Closet Stages examines theater theory produced by middle- and upper-class British women-playwrights, actresses, and spectators-between 1790 and 1840. Shifting the focus away from the Romantic male writers to the journals, letters, and play prefaces in which women framed their relationship to the theater arts, Catherine Burroughs reveals how a concern with the performative aspects of daily life and the movement between public and private spheres produced a notion of theater that complicates the Romantic opposition between "closet" and "stage."
George Herbert Mead (1863-1931) is a founding figure in the field of sociology. His stature is comparable to that of his contemporaries Emile Durkheim and Max Weber. Mead's contribution was a profound and unique American theory that analyzed society and the individual as social objects. As Mead saw it, both society and the individual emerged from cooperative, democratic processes linking the self, the other, and the community. Mary Jo Deegan, a leading scholar of Mead's work, traces the evolution of his thought , its continuity and change. She is particularly interested in the most controversial period of Mead's work, in which he addressed topics of violence and the nation state. Mead's theo...

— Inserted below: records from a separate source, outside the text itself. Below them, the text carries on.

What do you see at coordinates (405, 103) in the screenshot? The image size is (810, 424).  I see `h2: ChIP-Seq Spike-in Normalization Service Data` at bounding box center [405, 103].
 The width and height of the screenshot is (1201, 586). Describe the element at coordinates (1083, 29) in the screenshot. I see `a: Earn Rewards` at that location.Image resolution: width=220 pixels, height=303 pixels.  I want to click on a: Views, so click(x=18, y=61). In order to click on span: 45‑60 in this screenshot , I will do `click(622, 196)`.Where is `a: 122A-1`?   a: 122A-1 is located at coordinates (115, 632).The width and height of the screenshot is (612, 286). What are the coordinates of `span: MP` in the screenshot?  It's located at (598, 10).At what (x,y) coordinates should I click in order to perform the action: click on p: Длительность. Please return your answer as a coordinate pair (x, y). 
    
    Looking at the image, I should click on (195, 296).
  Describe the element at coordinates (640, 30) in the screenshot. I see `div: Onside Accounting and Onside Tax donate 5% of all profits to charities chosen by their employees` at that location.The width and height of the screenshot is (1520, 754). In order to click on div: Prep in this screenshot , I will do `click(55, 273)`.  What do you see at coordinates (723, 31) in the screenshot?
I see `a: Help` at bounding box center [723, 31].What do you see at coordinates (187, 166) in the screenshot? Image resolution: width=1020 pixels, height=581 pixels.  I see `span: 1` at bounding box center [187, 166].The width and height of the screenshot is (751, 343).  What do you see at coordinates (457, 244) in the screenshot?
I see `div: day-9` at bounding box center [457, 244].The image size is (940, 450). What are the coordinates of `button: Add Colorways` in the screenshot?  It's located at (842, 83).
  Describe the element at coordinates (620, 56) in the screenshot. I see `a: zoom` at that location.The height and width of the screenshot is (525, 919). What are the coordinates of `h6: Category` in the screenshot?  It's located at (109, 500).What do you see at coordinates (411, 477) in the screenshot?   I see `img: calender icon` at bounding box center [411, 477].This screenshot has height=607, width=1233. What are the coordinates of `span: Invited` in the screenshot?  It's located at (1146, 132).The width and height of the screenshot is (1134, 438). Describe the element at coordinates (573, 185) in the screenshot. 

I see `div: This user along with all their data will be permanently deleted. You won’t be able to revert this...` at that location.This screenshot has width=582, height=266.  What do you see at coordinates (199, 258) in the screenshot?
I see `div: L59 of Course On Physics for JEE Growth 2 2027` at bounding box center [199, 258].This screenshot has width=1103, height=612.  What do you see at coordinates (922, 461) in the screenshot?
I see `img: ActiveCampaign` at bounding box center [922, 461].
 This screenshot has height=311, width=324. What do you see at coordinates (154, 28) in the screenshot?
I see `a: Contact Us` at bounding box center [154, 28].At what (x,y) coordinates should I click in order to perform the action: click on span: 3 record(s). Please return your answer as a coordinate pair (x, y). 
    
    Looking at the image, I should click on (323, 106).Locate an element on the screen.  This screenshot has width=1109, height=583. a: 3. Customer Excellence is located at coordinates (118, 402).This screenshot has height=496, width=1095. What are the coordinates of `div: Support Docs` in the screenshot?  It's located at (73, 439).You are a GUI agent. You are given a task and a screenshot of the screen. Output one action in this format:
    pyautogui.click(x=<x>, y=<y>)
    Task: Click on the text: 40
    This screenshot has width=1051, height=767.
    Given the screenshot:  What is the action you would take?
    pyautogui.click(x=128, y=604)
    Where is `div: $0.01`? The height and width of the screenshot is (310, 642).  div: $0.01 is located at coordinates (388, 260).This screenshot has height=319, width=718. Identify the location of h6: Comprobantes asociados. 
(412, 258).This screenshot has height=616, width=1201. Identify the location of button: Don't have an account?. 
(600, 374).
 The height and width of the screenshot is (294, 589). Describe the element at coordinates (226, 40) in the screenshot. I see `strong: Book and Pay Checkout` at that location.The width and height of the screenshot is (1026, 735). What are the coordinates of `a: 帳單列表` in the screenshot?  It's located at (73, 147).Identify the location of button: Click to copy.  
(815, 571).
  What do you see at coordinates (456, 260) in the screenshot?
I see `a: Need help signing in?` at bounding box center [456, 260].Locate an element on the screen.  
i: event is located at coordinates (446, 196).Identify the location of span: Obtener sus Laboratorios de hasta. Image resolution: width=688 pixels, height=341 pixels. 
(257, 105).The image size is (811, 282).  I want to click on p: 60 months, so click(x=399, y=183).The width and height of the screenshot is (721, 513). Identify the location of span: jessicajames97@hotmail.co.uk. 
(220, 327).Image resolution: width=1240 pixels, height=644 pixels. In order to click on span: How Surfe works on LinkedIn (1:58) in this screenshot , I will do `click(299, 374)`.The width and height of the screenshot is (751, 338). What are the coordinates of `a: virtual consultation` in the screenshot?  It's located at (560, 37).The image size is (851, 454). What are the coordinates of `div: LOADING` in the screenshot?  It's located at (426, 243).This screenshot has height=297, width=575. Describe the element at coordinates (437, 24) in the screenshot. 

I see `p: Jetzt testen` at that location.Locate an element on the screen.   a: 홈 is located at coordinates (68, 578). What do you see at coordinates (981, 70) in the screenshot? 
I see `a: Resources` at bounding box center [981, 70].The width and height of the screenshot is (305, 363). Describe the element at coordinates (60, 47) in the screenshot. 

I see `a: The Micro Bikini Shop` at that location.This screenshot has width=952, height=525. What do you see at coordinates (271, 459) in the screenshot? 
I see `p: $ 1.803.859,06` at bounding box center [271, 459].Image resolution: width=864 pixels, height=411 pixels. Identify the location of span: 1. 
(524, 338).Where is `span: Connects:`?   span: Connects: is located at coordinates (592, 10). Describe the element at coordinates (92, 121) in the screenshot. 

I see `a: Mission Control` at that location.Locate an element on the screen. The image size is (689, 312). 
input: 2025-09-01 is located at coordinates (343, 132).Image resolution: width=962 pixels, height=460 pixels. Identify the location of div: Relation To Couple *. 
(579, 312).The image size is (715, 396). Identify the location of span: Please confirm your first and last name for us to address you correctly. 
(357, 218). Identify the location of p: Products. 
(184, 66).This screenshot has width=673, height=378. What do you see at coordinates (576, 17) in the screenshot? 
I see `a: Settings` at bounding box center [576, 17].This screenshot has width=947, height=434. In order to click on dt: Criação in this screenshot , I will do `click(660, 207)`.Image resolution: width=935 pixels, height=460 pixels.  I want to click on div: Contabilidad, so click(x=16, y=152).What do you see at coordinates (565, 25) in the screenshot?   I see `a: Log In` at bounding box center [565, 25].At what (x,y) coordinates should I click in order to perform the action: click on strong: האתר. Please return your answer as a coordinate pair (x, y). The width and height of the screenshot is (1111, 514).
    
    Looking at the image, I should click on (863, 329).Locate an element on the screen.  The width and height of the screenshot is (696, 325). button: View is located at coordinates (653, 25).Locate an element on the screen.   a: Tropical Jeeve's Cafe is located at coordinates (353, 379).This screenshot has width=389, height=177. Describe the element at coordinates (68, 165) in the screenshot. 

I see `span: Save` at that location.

This book attempts to build a bridge between two sciences: chemistry and electronics. The inside of the black boxes the nuclear chemist uses daily is explained in simple electronic terms. Knowledge of the inside not only satisfies curiosity but helps one "get the most out of the available equipment." Likewise, this book tries to give sufficient understanding for not "over buying," that is to say, for buying the equipment which just serves the purpose, instead of buying the best so at least it will serve the purpose. The first three chapters give a concise understanding of what the area of applied nuclear chemistry is concerned with and what kind of equipment is generally used. Chapter 1 give...
From the sociological point of view, adolescence traditionally has been described as a period of physical maturity and social immaturity. Adolescents reach physical adulthood before they are capable of functioning well in adult social roles. The disjunction between physical capabilities and socially allowed independence and power and the concurrent status ambiguities are viewed as stressful for the adolescent in modern Western society. It has been assumed that the need to disengage from parents during these years will result in high levels of rebellion and parent-child conflict. Moving into Adolescence follows students as they make a major life course transition from childhood into early ado...
Training in irrigation management; Irrigation management in Malaysia; Training needs and organizational constraints assessment; Development management training programs; The role of top management in institutional development; Strategic planning and human resources development at the field level; The role of research.